Some rural folk regularly had the opportunity to mix and mingle with city people: relatives and former neighbors who had moved to cities
Returned to visit; many city dwellers had access to a summer house [dacha] ¦, seasonal workers came and went; and hundreds of thousands of city dwellers, including students, were drafted to work temporarily on farms for little or no pay. Although students and other draftees from urban life regularly appeared af Audrey Amalrik's Siberian kolkhoz, the city visitors did not particularly impress their hosts, and vice versa. These "volunteer” workers were usually university students who did their work poorly, and the results were more likely to be wasteful or even disastrous than mutually enriching. In the village of Malinovka a student-built cattle-shed collapsed, fatally crushing a milkmaid and wounding others. Other "volunteers” were drafted out of factories, and they, too, were as often as not a disaster for agriculfural production. "The potatoes have been more or less harvested," an exasperated rural Party official wrote to Stalin, "But what kind of harvesf is this?”
They [the drafted factory workers] didn't try to pick all the potatoes, because they weren't interested, they wanted to get away as soon as possible, so they only picked the ones lying above ground; over half the potatoes were never harvested.
Model farms equipped with sleek, humming machinery and cheery, well-scrubbed farm families were maintained for foreign visitors to admire, but the Soviet government blocked foreigners from visiting an ordinary collective or state farm "far from the railroad tracks" even for a day or two. This policy cut off Soviet farmworkers from the outside world, as did the infamously poor roads.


Go through the records below and set each one down exactly, leaving out any pictures.
======== Extracted information ========
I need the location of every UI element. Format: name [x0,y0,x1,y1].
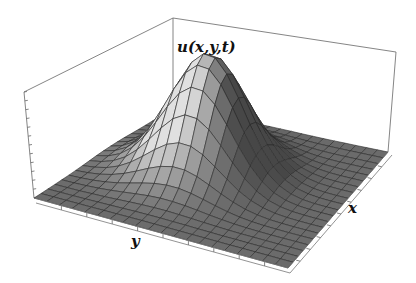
x-axis-label: x [348,199,357,217]
y-axis-label: y [131,232,140,250]
z-axis-label: u(x,y,t) [177,38,236,56]
z-axis-ticks [24,92,37,199]
z-axis-edge-right [388,52,396,152]
surface-mesh [34,54,388,268]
========
■ **Result of the task**:
I need the location of every UI element. Format: name [x0,y0,x1,y1].
x-axis-label: x [348,199,357,217]
y-axis-label: y [131,232,140,250]
z-axis-label: u(x,y,t) [177,38,236,56]
z-axis-ticks [24,92,37,199]
z-axis-edge-right [388,52,396,152]
surface-mesh [34,54,388,268]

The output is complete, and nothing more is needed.